For Y/N values, decode "Y" to "*" and "N" to null to avoid a join to FND_LOOKUPS.

Example

A table T has columns ID, NAME, and ENABLED_FLAG. ENABLED_FLAG contains Y/N values. Create your view as follows:

 CREATE VIEW T_V AS
    SELECT ID, NAME, 
    DECODE(ENABLED_FLAG, 'Y', '*', NULL) 
    FROM T;

Dependent Fields

An LOV on a dependent field should use the value in the master field to reduce the list.

For example, if NAME is dependent on TYPE, the entry LOV for NAME's WHERE clause would include the condition:

WHERE TYPE = :MY_BLOCK.TYPE

LOVs in ENTER-QUERY Mode

LOVs in ENTER-QUERY mode should be used sparingly, as Query Find is the preferred method for a user to locate records.

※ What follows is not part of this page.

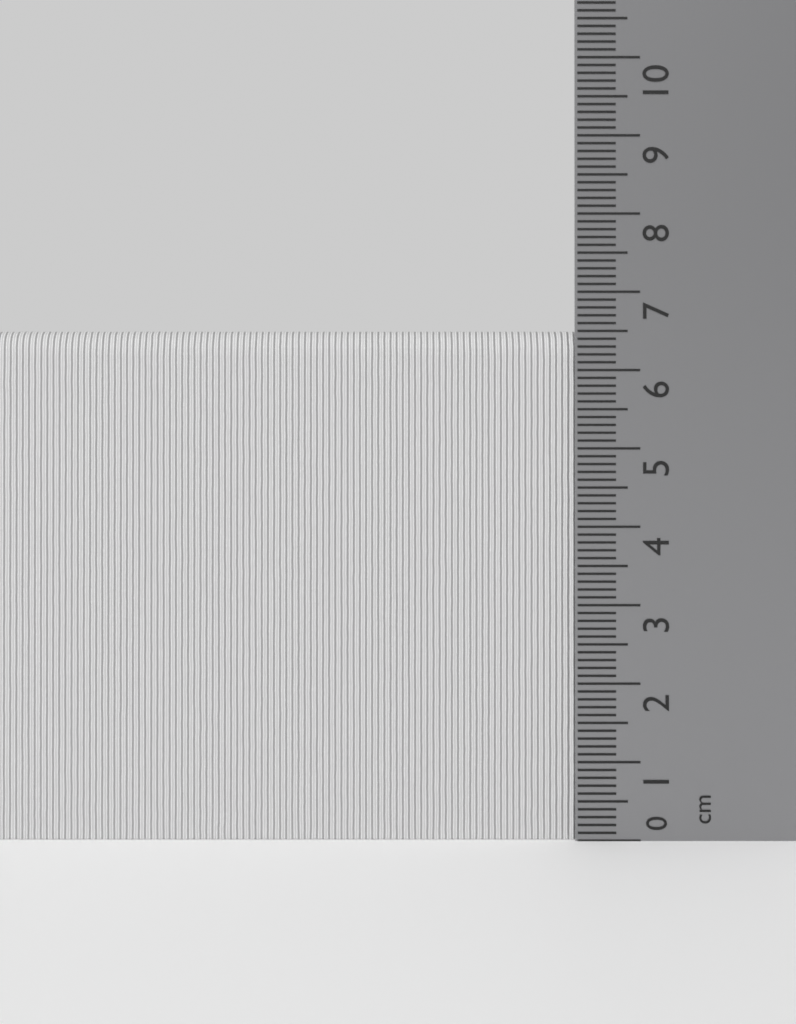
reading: 6.5 cm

You should only code them where they dramatically improve the usability of ENTER-QUERY mode, and you expect this mode to be used regularly despite Query Find.

An LOV in ENTER-QUERY mode should display all values that the user can query, not just currently valid values.

EXAMPLE: An LOV for vendors in a purchase order form in enter-query mode shows all vendors that could ever be placed on a PO, not just the set of vendors that currently are allowed to be placed on a PO.

Do not reuse the entry LOV in ENTER_QUERY mode unless it provides the correct set of data for both modes.

Attention: WHEN-VALIDATE-ITEM does not fire in ENTER-QUERY mode. Therefore, you cannot depend on the WHEN-VALIDATE-ITEM trigger to clear hidden fields when selecting from an ENTER-QUERY LOV.

See: Query Find Windows

Implementation

To enable LOVs in ENTER-QUERY mode on an item, create an item-level KEY-LISTVAL trigger as follows:

Trigger: KEY-LISTVAL
IF (:SYSTEM.MODE != 'ENTER-QUERY') THEN LIST_VALUES;
ELSE SHOW_LOV('query lov');
END IF;

Return into the LOV Item Only

When implementing LOVs in ENTER-QUERY mode, do not return values into any field other than the field from which the LOV is invoked. If the LOV selects into a hidden field, there is no way to clear the hidden field. Clearing or typing over the displayed field will not clear the hidden field. Users must select another value from the LOV or cancel their query and start over.